Why a Chinese University Banned Xiaomi Cars — But Still Lets In Tesla

A university in southern China has quietly banned Xiaomi cars from its campus for more than a year — while letting in Tesla and other electric vehicles without issue. No one at the school will explain the discrepancy.

The policy came to light after a social media post about Guangzhou Huali College went viral over the weekend. A reporter from Jiangxi Broadcast Television’s City Live program called the school’s security office in the Zengcheng district to ask about it. The answer was blunt: Xiaomi cars are not allowed on campus, and that rule has been in effect since last year, ordered by the university’s leadership.

Other vehicles, including Tesla, can enter after registering in advance. Only Xiaomi is singled out.

Guangzhou Huali College is a private undergraduate institution approved by China’s Ministry of Education. It was founded in 1999 as an independent college affiliated with Guangdong University of Technology and transitioned to its current name in 2021. In 2024, the school added six new majors, including new energy vehicle engineering — making the Xiaomi ban particularly ironic.

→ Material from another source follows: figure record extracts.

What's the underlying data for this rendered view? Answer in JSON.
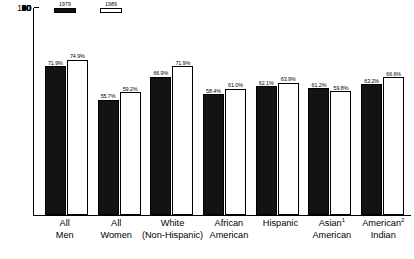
{
  "chart_data": {
    "type": "bar",
    "title": "",
    "subtitle": "",
    "xlabel": "",
    "ylabel": "",
    "ylim": [
      0,
      100
    ],
    "yticks": [
      100,
      90,
      80,
      70,
      60,
      50,
      40,
      30,
      20,
      10
    ],
    "grid": false,
    "legend_position": "top-left",
    "categories": [
      "All Men",
      "All Women",
      "White (Non-Hispanic)",
      "African American",
      "Hispanic",
      "Asian American",
      "American Indian"
    ],
    "category_lines": [
      {
        "line1": "All",
        "line2": "Men",
        "sup": ""
      },
      {
        "line1": "All",
        "line2": "Women",
        "sup": ""
      },
      {
        "line1": "White",
        "line2": "(Non-Hispanic)",
        "sup": ""
      },
      {
        "line1": "African",
        "line2": "American",
        "sup": ""
      },
      {
        "line1": "Hispanic",
        "line2": "",
        "sup": ""
      },
      {
        "line1": "Asian",
        "line2": "American",
        "sup": "1"
      },
      {
        "line1": "American",
        "line2": "Indian",
        "sup": "2"
      }
    ],
    "series": [
      {
        "name": "1979",
        "style": "filled-black",
        "values": [
          71.9,
          55.7,
          66.9,
          58.4,
          62.1,
          61.2,
          63.2
        ],
        "labels": [
          "71.9%",
          "55.7%",
          "66.9%",
          "58.4%",
          "62.1%",
          "61.2%",
          "63.2%"
        ]
      },
      {
        "name": "1989",
        "style": "outline-white",
        "values": [
          74.9,
          59.2,
          71.9,
          61.0,
          63.9,
          59.8,
          66.6
        ],
        "labels": [
          "74.9%",
          "59.2%",
          "71.9%",
          "61.0%",
          "63.9%",
          "59.8%",
          "66.6%"
        ]
      }
    ],
    "colors": {
      "series_1979": "#131313",
      "series_1989": "#ffffff",
      "axis": "#000000",
      "background": "#ffffff"
    }
  },
  "legend": {
    "entries": [
      {
        "label": "1979"
      },
      {
        "label": "1989"
      }
    ]
  }
}
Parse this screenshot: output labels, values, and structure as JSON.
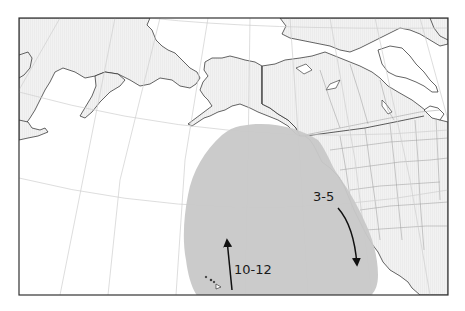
{
  "map": {
    "title": "",
    "regions": [
      "Alaska",
      "Canada",
      "United States",
      "Pacific Ocean",
      "Hawaii",
      "Eastern Siberia"
    ],
    "shaded_area": {
      "description": "Migration range in the North Pacific (gray ellipse)",
      "color": "#c8c8c8"
    },
    "annotations": [
      {
        "id": "south-arrow",
        "label": "3-5",
        "direction": "south",
        "description": "Southward migration along the North American west coast"
      },
      {
        "id": "north-arrow",
        "label": "10-12",
        "direction": "north",
        "description": "Northward migration from near Hawaii"
      }
    ],
    "colors": {
      "land": "#eeeeee",
      "ocean": "#ffffff",
      "coast": "#222222",
      "graticule": "#cccccc",
      "border": "#555555",
      "frame": "#333333"
    }
  }
}
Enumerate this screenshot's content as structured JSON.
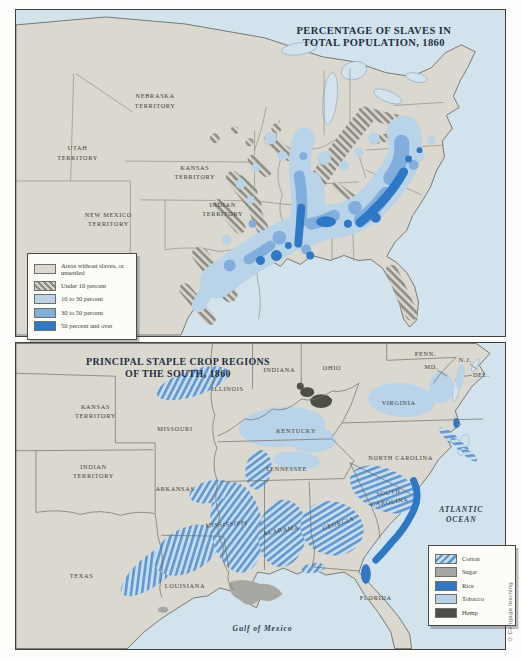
{
  "credit": "© Cengage learning",
  "top_map": {
    "title_line1": "PERCENTAGE OF SLAVES IN",
    "title_line2": "TOTAL POPULATION, 1860",
    "labels": [
      {
        "id": "nebraska-territory",
        "lines": [
          "NEBRASKA",
          "TERRITORY"
        ]
      },
      {
        "id": "utah-territory",
        "lines": [
          "UTAH",
          "TERRITORY"
        ]
      },
      {
        "id": "kansas-territory",
        "lines": [
          "KANSAS",
          "TERRITORY"
        ]
      },
      {
        "id": "new-mexico-territory",
        "lines": [
          "NEW MEXICO",
          "TERRITORY"
        ]
      },
      {
        "id": "indian-territory",
        "lines": [
          "INDIAN",
          "TERRITORY"
        ]
      }
    ],
    "legend": [
      {
        "id": "no-slaves",
        "label": "Areas without slaves, or unsettled",
        "swatch": "plain"
      },
      {
        "id": "under-10",
        "label": "Under 10 percent",
        "swatch": "hatch"
      },
      {
        "id": "10-30",
        "label": "10 to 30 percent",
        "swatch": "light-blue"
      },
      {
        "id": "30-50",
        "label": "30 to 50 percent",
        "swatch": "medium-blue"
      },
      {
        "id": "50-over",
        "label": "50 percent and over",
        "swatch": "dark-blue"
      }
    ],
    "colors": {
      "water": "#d2e3ee",
      "land": "#dbd8cf",
      "light_blue": "#b9d3e8",
      "medium_blue": "#82aedd",
      "dark_blue": "#2f78c6"
    }
  },
  "bottom_map": {
    "title_line1": "PRINCIPAL STAPLE CROP REGIONS",
    "title_line2": "OF THE SOUTH, 1860",
    "labels": [
      {
        "id": "kansas-territory",
        "lines": [
          "KANSAS",
          "TERRITORY"
        ]
      },
      {
        "id": "missouri",
        "lines": [
          "MISSOURI"
        ]
      },
      {
        "id": "illinois",
        "lines": [
          "ILLINOIS"
        ]
      },
      {
        "id": "indiana",
        "lines": [
          "INDIANA"
        ]
      },
      {
        "id": "ohio",
        "lines": [
          "OHIO"
        ]
      },
      {
        "id": "penn",
        "lines": [
          "PENN."
        ]
      },
      {
        "id": "nj",
        "lines": [
          "N.J."
        ]
      },
      {
        "id": "md",
        "lines": [
          "MD."
        ]
      },
      {
        "id": "del",
        "lines": [
          "DEL."
        ]
      },
      {
        "id": "virginia",
        "lines": [
          "VIRGINIA"
        ]
      },
      {
        "id": "kentucky",
        "lines": [
          "KENTUCKY"
        ]
      },
      {
        "id": "tennessee",
        "lines": [
          "TENNESSEE"
        ]
      },
      {
        "id": "north-carolina",
        "lines": [
          "NORTH CAROLINA"
        ]
      },
      {
        "id": "south-carolina",
        "lines": [
          "SOUTH",
          "CAROLINA"
        ]
      },
      {
        "id": "georgia",
        "lines": [
          "GEORGIA"
        ]
      },
      {
        "id": "alabama",
        "lines": [
          "ALABAMA"
        ]
      },
      {
        "id": "mississippi",
        "lines": [
          "MISSISSIPPI"
        ]
      },
      {
        "id": "arkansas",
        "lines": [
          "ARKANSAS"
        ]
      },
      {
        "id": "louisiana",
        "lines": [
          "LOUISIANA"
        ]
      },
      {
        "id": "texas",
        "lines": [
          "TEXAS"
        ]
      },
      {
        "id": "indian-territory",
        "lines": [
          "INDIAN",
          "TERRITORY"
        ]
      },
      {
        "id": "florida",
        "lines": [
          "FLORIDA"
        ]
      },
      {
        "id": "atlantic-ocean",
        "lines": [
          "ATLANTIC",
          "OCEAN"
        ]
      },
      {
        "id": "gulf-of-mexico",
        "lines": [
          "Gulf of Mexico"
        ]
      }
    ],
    "legend": [
      {
        "id": "cotton",
        "label": "Cotton",
        "swatch": "cotton"
      },
      {
        "id": "sugar",
        "label": "Sugar",
        "swatch": "sugar"
      },
      {
        "id": "rice",
        "label": "Rice",
        "swatch": "rice"
      },
      {
        "id": "tobacco",
        "label": "Tobacco",
        "swatch": "tobacco"
      },
      {
        "id": "hemp",
        "label": "Hemp",
        "swatch": "hemp"
      }
    ],
    "colors": {
      "cotton_stripe": "#5f97cf",
      "sugar": "#a9a7a2",
      "rice": "#2f78c6",
      "tobacco": "#b9d3e8",
      "hemp": "#4e4e48"
    }
  }
}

The university has not given a public explanation for why Xiaomi cars are excluded. The security office said the directive came from the school’s leadership but did not provide a rationale. Xiaomi, which entered the EV market in 2024 with the SU7 sedan, has become one of China’s most visible electric car brands, competing directly with Tesla and BYD.

The lack of transparency has fueled speculation online. In China, where state-affiliated institutions often play by unwritten rules, a single-vehicle ban that defies easy explanation is the kind of story that gets people talking — precisely because nobody in charge seems willing to say much about it.